The exhibition describes the northern Italian artist Antonio Abondio (1538–91) as the first genuine master of this art in the Renaissance, and whoever scrutinises the first display case, full of early wax portraits in profile, will agree. The Portrait of a Knight of the Golden Fleece, ascribed to Abondio, is the only piece among these earliest portraits in which a hand is attempted and it achieves an unusual level of characterisation. Nearby is John Calvin, ironically, in whose name thousands of iconoclasts destroyed painted images and sculptures across Europe.

One of the unexpected lessons of the exhibition is how often early modern wax merely imitated other mediums. The beautiful 18th-century Spanish panels, one of St. Jerome in the desert and another of Mary Magdalene, look as though they have been sculpted in ivory or alabaster; the bust of a grimacing actor could be porphyry, and the large, 19th-century sculpture of Charles V in armour might as well be in bronze.

St Mary Magdalene in the Desert (early 18th century), Italy.

St Mary Magdalene in the Desert (early 18th century), Italy. Photo: © Staatliche Museen zu Berlin, Skulpturensammlung und Museum für Byzantinische Kunst/Antje Voigt

There are, though, a few figures here, clothed in real jewels and authentic textiles, who represent the strange realism of sculpted wax. Among them are Johann Wilhelm von der Kolm’s twin busts of Frederick III, who was the first king of Prussia, and his wife, Sophie Charlotte of Brandenburg, from 1700. (A life-size, seated wax sculpture of the same king from the same period, a photograph of which is illustrated in Schlosser’s essay, was destroyed in 1945.) But the realism is somehow too much; even Schlosser admits, when discussing a wax sculpture of Ferdinand IV of Naples, that its trueness to life comes across as an ‘indiscretion’. In front of Frederick III and Sophia Charlotte, it is possible to feel, with Schlosser, the dissonance of European rulers appearing as antique-store mascots.

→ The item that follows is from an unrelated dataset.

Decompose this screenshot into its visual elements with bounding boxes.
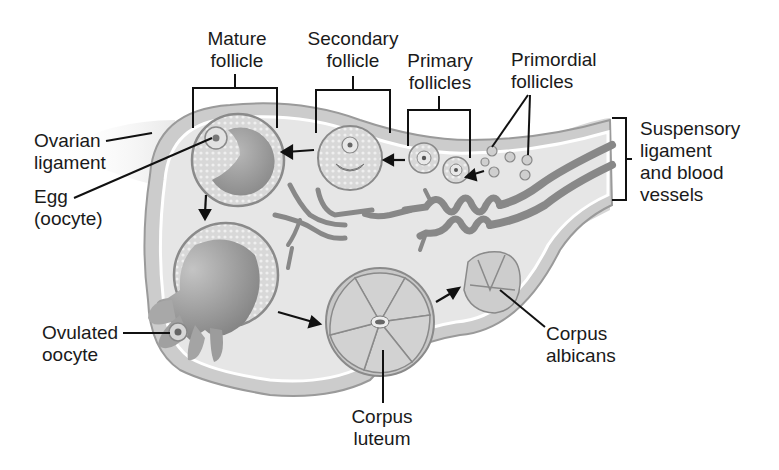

Left: Elector Frederick III of Brandenburg (1657-1713), right: Sophie Charlotte, Electress of Brandenburg (1668-1705) (1700), Johann Wilhelm von (der) Kolm the Elder.

Left: Elector Frederick III of Brandenburg (1657–1713), right: Sophie Charlotte, Electress of Brandenburg (1668–1705) (1700), Johann Wilhelm von (der) Kolm the Elder. Photo: © Staatliche Museen zu Berlin, Skulpturensammlung und Museum für Byzantinische Kunst/Antje Voigt

The objects on display here were mostly donated by James Simon, a collector and businessman who patronised the Bode Museum when it opened as the Kaiser-Friedrich-Museum in 1904, looming over the Spree in imperial Berlin. In fact, it is possible to think of Schlosser’s book and Simon’s collection as simultaneous reckonings with wax in the capital cities of early 20th-century Europe, Vienna and Berlin. Schlosser argued that by democratising who was portrayed, wax portraiture faced its demise as a serious art form, and indeed the show includes not just a comic actor in wax but also an old Dutch couple bickering. ‘Thus the departure from the status of artistic craft, which enjoyed courtly patronage all the way to the threshold of the nineteenth century, began; today its proletarianisation is complete.’ But of course this proletarianisation had one more step to go. Within 15 years of the opening of the museum, and within 10 years of Schlosser’s essay, both the German and the Austro-Hungarian empires had also ceased to exist. Wax portraiture, like the politics for which it is a seismograph, fell further down among the people. Now, on the Day of Judgment, it will not just be the monarchs and noblemen who demand souls, but actors, musicians and celebrities too.

Sculptures in Wax’ is at the Bode Museum, Berlin, until 17 July.